I am very well aware of all the wrong white led country have done in history. Though if we’re being very fair about it, Arab countries (slavery) and Asian countries (mostly Japon have done the same [severe colonisation of neighbours]) have done similar misdeed. But really, we can’t expect someone to understand our point of view when we scream have him that the colour of his skin make him a bad person, even if he personally hasn’t done anything. Or when we say that all white people are basically evil. I understand where people are coming from when they say that. Exchanging with someone who has entrenched beliefs about you & your people, who simply cannot imagine that his experience is not the experience of everybody else or someone who is wilfully ignorant/ selectively chose morsel of history (many Conservative) can be very trying. Nonetheless, if our objective is to make a positive change then we need to change how we communicate.

Going back to the book, though Haidt says that Conservative have six moral foundation rather than the Liberal’s three, he does point out the flaws within the Conservative movement. Besides, Haidt never said that having the six moral foundation mean that you can’t be biases or that your reasoning is perfect. In fact, you could argue that he said the contrary. One more thing, someone pointed out that if Conservative score high in Loyalty how come they distrust the government. Well, this reading is wrong. Conservative do trust government to provide a good environment/ market, they trust the government’s words, including its lies. Essentially, they gov to rule the environment but not the individual. You should remember that they also score high in Liberty. Hence, it isn’t surprising that they do not want an external force to rule them.

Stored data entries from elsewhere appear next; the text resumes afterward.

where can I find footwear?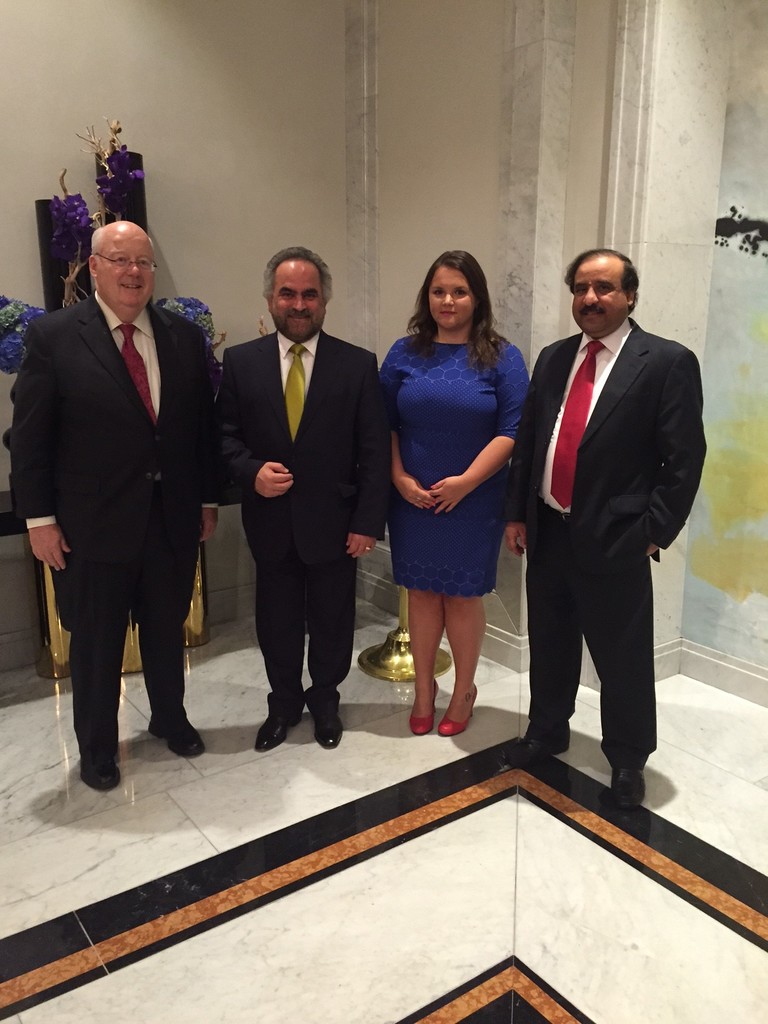
You can find it at box(81, 755, 126, 791).
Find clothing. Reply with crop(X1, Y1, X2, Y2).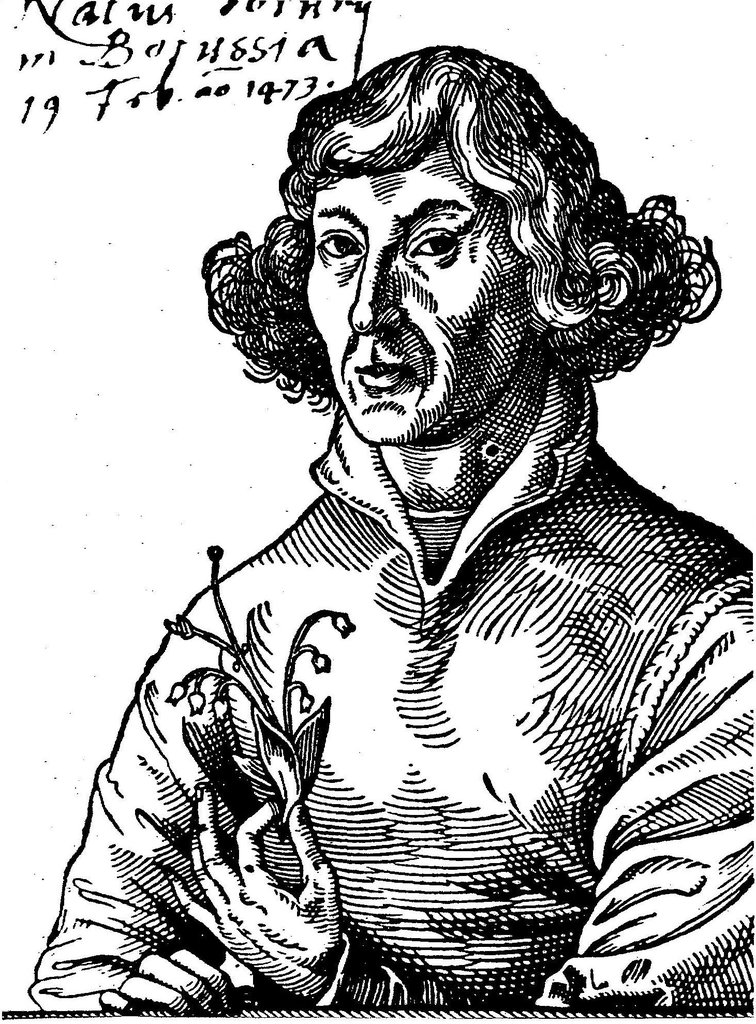
crop(77, 236, 728, 997).
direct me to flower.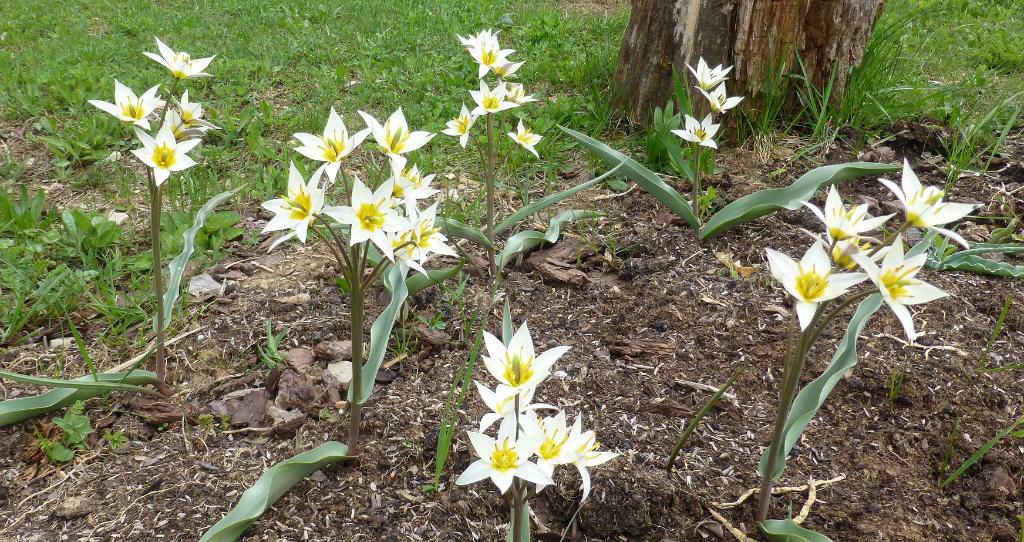
Direction: x1=688 y1=54 x2=727 y2=90.
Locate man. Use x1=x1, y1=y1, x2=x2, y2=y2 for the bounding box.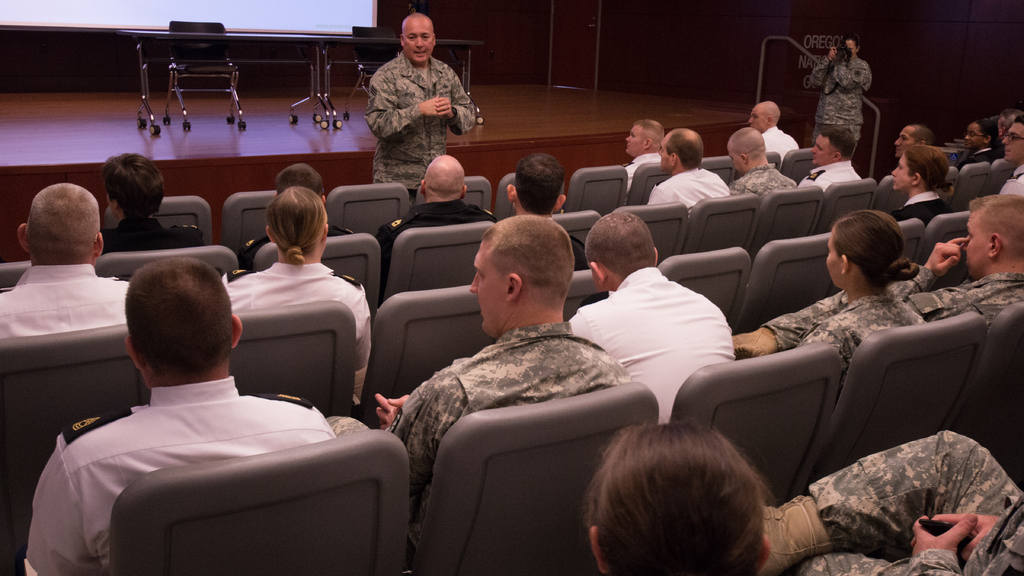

I suppose some people aren’t happy just because he didn’t call them racist idiots. By the way, even after reading this book, I still have trouble reconciling my initial views with the picture Haidt presented. What I’m trying to say is that though Haidt’s book gave me a lot of insight, I still have much to digest.

I would recommend this book to anyone who want to understand politics and their neighbours with different political opinion.

There’s only one thing which the book is missing for me. It is a niggle and really, Haidt already did enough and couldn’t have looked at this. But I wonder how morality work/ develop across race. For example, a lot of black people are liberal/ democrats because this side have generally been against injustice and willing to do something for the lower section of society. But, could it be that some despite their skin colour are actually closer in their moral spectrum to the white conservative they despise (and who in turn may despise them)? More bluntly said, if instead of being black, they had been born white, could their political leaning be completely different because being white and conservative doesn’t come with the same baggage has being black and conservative? Really, if they white conservative could leave out his bias, could the black who have the same moral makeup as him get along better with him than with fellow black who do not have the same moral buds?

Really, I can’t help wondering how much who you are outside influence your political leaning despite who you are inside. If I had the opportunity I would have done a Phd on this. But ah…I’m way too busy. Has anyone ever thought about this?

In any case, as I said, highly recommended!”